In a market-driven education system, scarcity of technical skills in the market is what majorly determines fee structures. A private institution can charge you any amount of fee if it can get you a job with an equivalent pay/return on investment (ROI). Free market works by perpetually pushing the bounds of technology; and so, technical skills always have to remain scarce for the free market to grow.

Top-tier institutes set fee standards for other institutes to follow, and this margin keeps increasing with the increase in technical skills. Once education is bound by the business of private financing, numerous private institutions bloom whose fee would be much higher than what market could offer as the pay. Finance thrives with loans that last long.

As there is more labour being supplied for a once scarce skill, the pay package for it decreases. The consequent demand for a newer skill is created for the minuscule few to tap. Thus, even as the graduate/labour supply increases, the net salary circulation in the market remains essentially the same. Nevertheless, the newer skill demand and its pay would perpetually increase and the finance’s profit would skyrocket.

Thus, in essence, all the students will be expected to crack the average ROI, which, in practice, is reserved only for a few. The utopian situation that every private university will provide quality education that would equip students with required skills would never occur as it would doom the growth of finance.

Though the debt situation might affect graduates from all the institutes, many graduates from top-tier institutes are from elite/upper-middle class and mostly have access to credit. However, most of the middle class students will be pushed into debt, whereas the poor could only dream of accessing skilled education in a privatised education setup.
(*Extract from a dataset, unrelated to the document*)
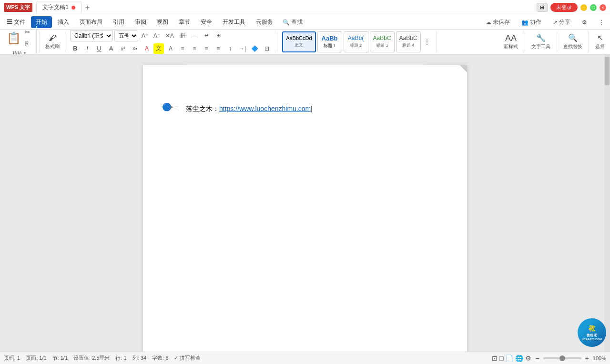 This screenshot has width=610, height=364. I want to click on search-icon: 🔍, so click(286, 22).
The India that we don't want

Though the growth of private universities will bring in a lot of MNCs and create job opportunities, one has to be cautious about the notion of private/global capital. Government policies (such as visa policy, reservation policy) will find it increasing difficult to deal with market forces, and most times, wouldn’t stand the chance to resist the global capital force.

Private universities might increasingly attract foreign students and the global capital will invariably attract cheaper/skilled labor from abroad to the country; in India’s case, we’re already facing a huge employment crisis. Any sort of reservation based on ethical or social justice will find it difficult to find a place in marketised education, except for the classical free market strategy to extend a few scholarships to marginalised sections to justify exploitation. Furthermore, the free market will legitimise the state of life of the poor, and argue that there is a fair way to rise and compete regardless of the actually unfair educational opportunities.

If private education takes hold, and as pay standards rise, mass consumption increases and consumption culture increases the cost of living. With a market facilitated mass consumption, profit will be made from every aspect of life, resulting in a wide and insurmountable cultural and economic divide.

Free market will perpetually try to eliminate poor from competing in the market. The privileged will invariably try to reproduce the status-quo by their access to education and job, which is favoured by the market too, studies on recruitment, work ethics and work culture have shown. Privatisation of education will remain a systematic strategy to eliminate poor from competing in the labour market.

Even though the skilled and technical institutes like IITs and IIMs provide subsidised education, a great deal of the opinion of the students tend to fall against the subsidy. This is because their job opportunities are directly linked with the neo-liberal market, especially the likes of finance sector. But looking at a larger picture, it is imperative for us to acknowledge that India needs to remain the place of irony where people getting subsidy might talk against subsidy, but education still needs to remain public.

Aravindan Ravichandran is a Masters student of Sociology at the Jawaharlal Nehru University. Views expressed are the author’s own.